Re: High bandwidth disk management techniques
Re: High bandwidth disk management techniques
- Subject: Re: High bandwidth disk management techniques
- From: Herbie Robinson <email@hidden>
- Date: Mon, 2 May 2005 04:21:52 -0400
Folks.
I wonder if anyone can offer their experience in efficient
techniques for very disk intensive real time operations.
Our application reads audio from 64 or more files in real time, and
requires consistent performance. The total data throughput is only
about 10 megabytes per second, but unlike a single video file, using
64 audio files has its own seriously taxing load on the disk.
Audio is completely different than video. Video is usually limited
by the data transfer rate (i.e., how fast data actually transfers
to/from the disk after the heads have been positioned). Audio
performance is mostly limited by the disk access time: Getting 64
tracks independent audio streams going on a single disk is very
unlikely to succeed. When we are doing live recordings, we try not
to do more then 12-16 tracks per spindle.
We have noticed that OSX seems to maintain a HUGE disk cache (as
much as 250 MB) which sits between our calls to disk and the actual
disk access (we call once per second, but the disk is only hit
around once every 5 seconds).
Many Unix implementations will bypass the cache if you do reads and
writes in multiples of the page size.
There are various aspects to the challenge - access time,
fragmentation, cache management and overall throughput. I wondered
if anyone has any experience on techniques to optimize this type of
disk access.
Currently our subsystem maintains a 1 second buffer for each audio
file, so we read about 200k once per second per file. This works OK
with lower track counts, but as we approach 64, we start to see
things stalling. We have tested with an internal SATA, and external
SCSI drive, and an XServe RAID. The SCSI drive seems to offer the
best performance, although it is still failing to deliver using our
current data handling techniques.
You are doing about as well as Pro Tools does.
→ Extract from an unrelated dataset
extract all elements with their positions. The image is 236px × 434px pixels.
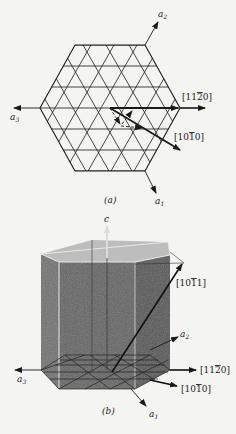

You can increase the
track count by increasing the buffer size, but then you also increase
the playback latency (which can be annoying).
I was surprised to find that the RAID didn't help, even with 1GB of
cache. I think the problems is one of startup - getting the
'inertia going' with the cache. If we let playback struggle along,
eventually it does sort itself out on all the drives tested. The
problem we have is getting the throughput established right from the
start of playback.
We do prepare the first second of audio in the buffers before we
start playing, but this doesn't seem to be enough to kick all the
caching into top gear.
I know this is a very specialised and complex question, but I
wondered if anyone who has experience with real time playback of
large numbers of disk streams could offer any general advice.
AFIK, There is no substitute for having more than one spindle.
Allowing the user to tune the buffers will help (the user can make
the latency vs. track count tradeoff to their own tolerance levels).
thanks
Mark Gilbert.
--
email@hidden
Tel: +44 208 340 5677
fax: +44 870 055 7790
http://www.gallery.co.uk
New Product ! - Zen MetaCorder
Location Sound Field Recorder
http://www.metacorder.info
--
-*****************************************
** http://www.curbside-recording.com/ **
******************************************
_______________________________________________
Do not post admin requests to the list. They will be ignored.